Session Abstract
Randy J. Sparks’ paper examines the period following the British abolition of the slave trade—and the subsequent legal changes that gave African and African-descended peoples in British colonies and protectorates new rights under the law. He examines cases of enslaved women in Cuba and Sierra Leone who claimed to be British subjects in order to exploit these juridical technicalities and sue for their freedom—demonstrating how enslaved women understood and capitalized on the transatlantic reverberations of abolition law. Alexandra Havrylyshyn’s paper explores the legal cases of twenty women and girls who, after traveling to France, claimed freedom in New Orleans between 1830 and 1850. Building on transatlantic research that follows the movement of these enslaved women and girls, she argues that the experience of living in France during a period of transition in the empire (that culminated with slave emancipation in 1848) opened up opportunities for them to make legal claims to freedom in antebellum New Orleans—the epicenter of the American slave trade. Finally, Deirdre Lyons’ paper considers how formerly enslaved women in the French Antilles seized on slave amelioration policies that prohibited the breakup of the slave family in the 1830s and 1840s to sue their former owners for the freedom of their children, grandchildren, and spouses. In their suits, these women argued that their manumissions constituted an illegal separation from their families—demonstrating how these women’s legal claims creatively transformed the meaning and scope of amelioration laws and established new avenues of possibility for slaves to pursue freedom through the courts.
This panel will appeal to general and scholarly audiences interested in gender, slavery, the Atlantic World, and legal history.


* [EXERCISE DETAILS]:
Quote the data below in full, please, without altering anything.

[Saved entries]

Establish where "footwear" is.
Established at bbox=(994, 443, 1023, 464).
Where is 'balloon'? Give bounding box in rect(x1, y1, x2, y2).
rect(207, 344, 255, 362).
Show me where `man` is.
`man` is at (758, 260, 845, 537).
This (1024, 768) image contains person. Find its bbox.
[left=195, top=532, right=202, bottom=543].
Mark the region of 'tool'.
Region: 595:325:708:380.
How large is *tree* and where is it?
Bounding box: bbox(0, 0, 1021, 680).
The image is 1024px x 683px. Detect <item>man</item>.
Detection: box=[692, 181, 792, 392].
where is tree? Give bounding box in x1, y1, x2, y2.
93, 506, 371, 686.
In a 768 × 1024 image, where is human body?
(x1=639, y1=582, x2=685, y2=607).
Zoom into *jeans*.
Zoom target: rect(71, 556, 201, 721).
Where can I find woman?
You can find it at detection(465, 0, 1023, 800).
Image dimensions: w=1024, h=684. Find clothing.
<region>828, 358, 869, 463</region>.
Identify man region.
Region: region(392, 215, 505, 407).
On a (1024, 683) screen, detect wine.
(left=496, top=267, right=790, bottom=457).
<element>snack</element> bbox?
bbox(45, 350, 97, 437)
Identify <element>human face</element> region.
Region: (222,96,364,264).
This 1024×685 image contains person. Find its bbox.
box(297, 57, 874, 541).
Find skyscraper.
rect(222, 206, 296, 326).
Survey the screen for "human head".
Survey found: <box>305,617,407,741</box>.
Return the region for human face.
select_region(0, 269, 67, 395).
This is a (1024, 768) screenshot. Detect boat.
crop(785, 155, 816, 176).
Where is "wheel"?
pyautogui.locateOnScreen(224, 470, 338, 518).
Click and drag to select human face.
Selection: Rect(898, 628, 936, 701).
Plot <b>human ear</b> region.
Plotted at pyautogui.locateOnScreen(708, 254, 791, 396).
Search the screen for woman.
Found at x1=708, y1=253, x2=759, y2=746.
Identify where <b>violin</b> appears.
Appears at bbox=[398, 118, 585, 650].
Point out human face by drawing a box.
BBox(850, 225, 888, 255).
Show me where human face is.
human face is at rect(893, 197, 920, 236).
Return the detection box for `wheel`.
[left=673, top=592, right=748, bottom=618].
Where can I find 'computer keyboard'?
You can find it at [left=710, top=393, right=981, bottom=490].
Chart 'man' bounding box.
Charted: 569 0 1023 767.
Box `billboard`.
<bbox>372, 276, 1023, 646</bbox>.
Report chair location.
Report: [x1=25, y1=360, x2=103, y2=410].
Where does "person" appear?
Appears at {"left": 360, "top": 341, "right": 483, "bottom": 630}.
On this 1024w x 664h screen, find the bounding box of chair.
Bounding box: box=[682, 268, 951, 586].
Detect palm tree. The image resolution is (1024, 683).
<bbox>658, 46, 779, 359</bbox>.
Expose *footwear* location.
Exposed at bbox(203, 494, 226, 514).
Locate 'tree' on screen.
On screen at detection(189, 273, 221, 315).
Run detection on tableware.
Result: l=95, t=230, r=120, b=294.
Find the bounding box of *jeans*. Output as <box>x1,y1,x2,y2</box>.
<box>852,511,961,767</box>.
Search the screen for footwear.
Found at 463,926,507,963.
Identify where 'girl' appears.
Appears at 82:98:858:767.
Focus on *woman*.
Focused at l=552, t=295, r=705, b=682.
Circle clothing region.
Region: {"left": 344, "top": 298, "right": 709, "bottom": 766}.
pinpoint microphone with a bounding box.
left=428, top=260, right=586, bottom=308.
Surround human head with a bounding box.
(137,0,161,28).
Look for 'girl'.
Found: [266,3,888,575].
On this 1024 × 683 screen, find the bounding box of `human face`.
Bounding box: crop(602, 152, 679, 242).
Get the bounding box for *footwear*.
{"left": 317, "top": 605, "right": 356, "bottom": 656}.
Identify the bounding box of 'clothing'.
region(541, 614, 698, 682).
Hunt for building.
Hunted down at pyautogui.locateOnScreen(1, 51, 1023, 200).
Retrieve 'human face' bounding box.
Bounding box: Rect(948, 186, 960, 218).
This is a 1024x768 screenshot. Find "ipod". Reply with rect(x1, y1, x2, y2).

* [ANSWER FOR THE TASK]:
Establish where "footwear" is.
Established at bbox=(994, 443, 1023, 464).
Where is 'balloon'? Give bounding box in rect(x1, y1, x2, y2).
rect(207, 344, 255, 362).
Show me where `man` is.
`man` is at (758, 260, 845, 537).
This (1024, 768) image contains person. Find its bbox.
[left=195, top=532, right=202, bottom=543].
Mark the region of 'tool'.
Region: 595:325:708:380.
How large is *tree* and where is it?
Bounding box: bbox(0, 0, 1021, 680).
The image is 1024px x 683px. Detect <item>man</item>.
Detection: box=[692, 181, 792, 392].
where is tree? Give bounding box in x1, y1, x2, y2.
93, 506, 371, 686.
In a 768 × 1024 image, where is human body?
(x1=639, y1=582, x2=685, y2=607).
Zoom into *jeans*.
Zoom target: rect(71, 556, 201, 721).
Where can I find woman?
You can find it at detection(465, 0, 1023, 800).
Image dimensions: w=1024, h=684. Find clothing.
<region>828, 358, 869, 463</region>.
Identify man region.
Region: region(392, 215, 505, 407).
On a (1024, 683) screen, detect wine.
(left=496, top=267, right=790, bottom=457).
<element>snack</element> bbox?
bbox(45, 350, 97, 437)
Identify <element>human face</element> region.
Region: (222,96,364,264).
This 1024×685 image contains person. Find its bbox.
box(297, 57, 874, 541).
Find skyscraper.
rect(222, 206, 296, 326).
Survey the screen for "human head".
Survey found: <box>305,617,407,741</box>.
Return the region for human face.
select_region(0, 269, 67, 395).
This is a (1024, 768) screenshot. Detect boat.
crop(785, 155, 816, 176).
Where is "wheel"?
pyautogui.locateOnScreen(224, 470, 338, 518).
Click and drag to select human face.
Selection: Rect(898, 628, 936, 701).
Plot <b>human ear</b> region.
Plotted at pyautogui.locateOnScreen(708, 254, 791, 396).
Search the screen for woman.
Found at x1=708, y1=253, x2=759, y2=746.
Identify where <b>violin</b> appears.
Appears at bbox=[398, 118, 585, 650].
Point out human face by drawing a box.
BBox(850, 225, 888, 255).
Show me where human face is.
human face is at rect(893, 197, 920, 236).
Return the detection box for `wheel`.
[left=673, top=592, right=748, bottom=618].
Where can I find 'computer keyboard'?
You can find it at [left=710, top=393, right=981, bottom=490].
Chart 'man' bounding box.
Charted: 569 0 1023 767.
Box `billboard`.
<bbox>372, 276, 1023, 646</bbox>.
Report chair location.
Report: [x1=25, y1=360, x2=103, y2=410].
Where does "person" appear?
Appears at {"left": 360, "top": 341, "right": 483, "bottom": 630}.
On this 1024w x 664h screen, find the bounding box of chair.
Bounding box: box=[682, 268, 951, 586].
Detect palm tree. The image resolution is (1024, 683).
<bbox>658, 46, 779, 359</bbox>.
Expose *footwear* location.
Exposed at bbox(203, 494, 226, 514).
Locate 'tree' on screen.
On screen at detection(189, 273, 221, 315).
Run detection on tableware.
Result: l=95, t=230, r=120, b=294.
Find the bounding box of *jeans*. Output as <box>x1,y1,x2,y2</box>.
<box>852,511,961,767</box>.
Search the screen for footwear.
Found at 463,926,507,963.
Identify where 'girl' appears.
Appears at 82:98:858:767.
Focus on *woman*.
Focused at l=552, t=295, r=705, b=682.
Circle clothing region.
Region: {"left": 344, "top": 298, "right": 709, "bottom": 766}.
pinpoint microphone with a bounding box.
left=428, top=260, right=586, bottom=308.
Surround human head with a bounding box.
(137,0,161,28).
Look for 'girl'.
Found: [266,3,888,575].
On this 1024 × 683 screen, find the bounding box of `human face`.
Bounding box: crop(602, 152, 679, 242).
Get the bounding box for *footwear*.
{"left": 317, "top": 605, "right": 356, "bottom": 656}.
Identify the bounding box of 'clothing'.
region(541, 614, 698, 682).
Hunt for building.
Hunted down at pyautogui.locateOnScreen(1, 51, 1023, 200).
Retrieve 'human face' bounding box.
Bounding box: Rect(948, 186, 960, 218).
This is a 1024x768 screenshot. Find "ipod". Reply with rect(x1, y1, x2, y2).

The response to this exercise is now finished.